Jaybird, Home

LOWER ALABAMA, 1968

Two weeks before my seventh birthday, my family left the sandy red dirt of the wiregrass region of Lower Alabama and moved to Birmingham, a roiling city built in the shadow of Red Mountain in the southern Appalachians. The move should have been a shock—I was leaving a town untouched by open conflict for a city notorious for its racist convulsions of water cannons and police dogs and church bombings—but I was six. I knew nothing of that. I missed the pine trees.

We returned to Lower Alabama often because my grandparents still lived there, in the house where my grandfather was born, and our long family history and frequent visits might explain why I imprinted on that landscape so wholly. Or perhaps it was the open windows, a time when what happened outside the house was felt indoors, or the innocence that sent children outside to play after breakfast, not to return till hunger drove them home again. I am a creature of piney woods and folded terrain, of birdsong and running creeks and a thousand shades of green, of forgiving soil that yields with each footfall. That hot land is a part of me, as fundamental to my shaping as a family member, and I would have remembered its precise features with an ache of homesickness even if I had never seen it again.

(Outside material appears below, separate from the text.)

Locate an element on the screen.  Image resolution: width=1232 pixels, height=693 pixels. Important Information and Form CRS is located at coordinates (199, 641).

It would take all the words in Remembrance of Things Past to catalog what I remember about the place where I was born, but there are three things that can bring it all back to me in startling detail: the sight of a red dirt road, the smell of pine needles, and the sound of a blue jay’s call. And of those three, by far the most powerful is the call of the jaybird.

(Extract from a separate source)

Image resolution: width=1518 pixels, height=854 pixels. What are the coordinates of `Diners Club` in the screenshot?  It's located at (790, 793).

I love the blue jay’s warning call, the jeer-jeer, jeer-jeer it makes when a hawk is near. I love the softer wheedle wheedle wheedle and please please song for its mate. Blue jays have an immense range of vocalizations—whirring and clicking and churring and whistling and whining and something you’d swear was a whisper—but the sound they make that takes me right back to 1968 is a call that mimics a squeaky screen-door hinge. I hear that sound coming from the top of a pine tree, and instantly I am in the wiregrass region of Lower Alabama, where the soil is red sand, and pine needles make a scented bower fit for all my imagined homes.